We had most carefully examined and sounded the cave, and, after our long experience of this class of work on Easter Island, felt fairly satisfied that the Post Office was not there. Every fire site we had suspected and inspected: every sinkage of the surface. Now we had to decide about the grave. The character of the vegetation showed that it was old, and had not been disturbed within the date stated on the letters. A Spanish inscription in customary form, cut very neatly into the arms of the wooden cross, gave simply the name of the dead man, and the date. At one time the cross had been painted black. The point however that determined us to accept the burial as bona fide, and not to exhume it as a possible cache, was the fact that the sharp edges of the carving of the inscription were smoothly rasped away by the driving sand of the shore, in the direction of the prevailing wind, and to a degree commensurate with the date incised. And we were right in our surmises. Sufficient now to say that he whom the writing told to go to the Post Office, was already lying in his own grave elsewhere, with his boots on, and no cross at his head. Life is held cheap in Mexico.

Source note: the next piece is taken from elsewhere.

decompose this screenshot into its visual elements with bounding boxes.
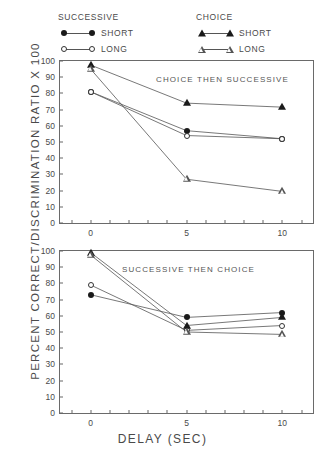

The island is said to possess no fresh water. We found no provision made in the cave for conserving a supply. Scrambling through the sage-bush we made for the dry torrent. Here we found one of the channels had been diverted, and in it sunk a well or shaft, some ten feet deep, with fine soil at its bottom. The end of a rope just showed for about one foot above the surface of the silt at the bottom of the shaft. Near by was a rough cradle and makeshift gear for gold washing. They had been here during the rains, and the torrent had supplied the washing water. Thinking of a possible sealed bottle placed in the shaft bucket at the end of the rope, we left two hands there with orders to follow the rope carefully down to its termination and see what was on the end of it. The cutter with two hands we sent back to the ship.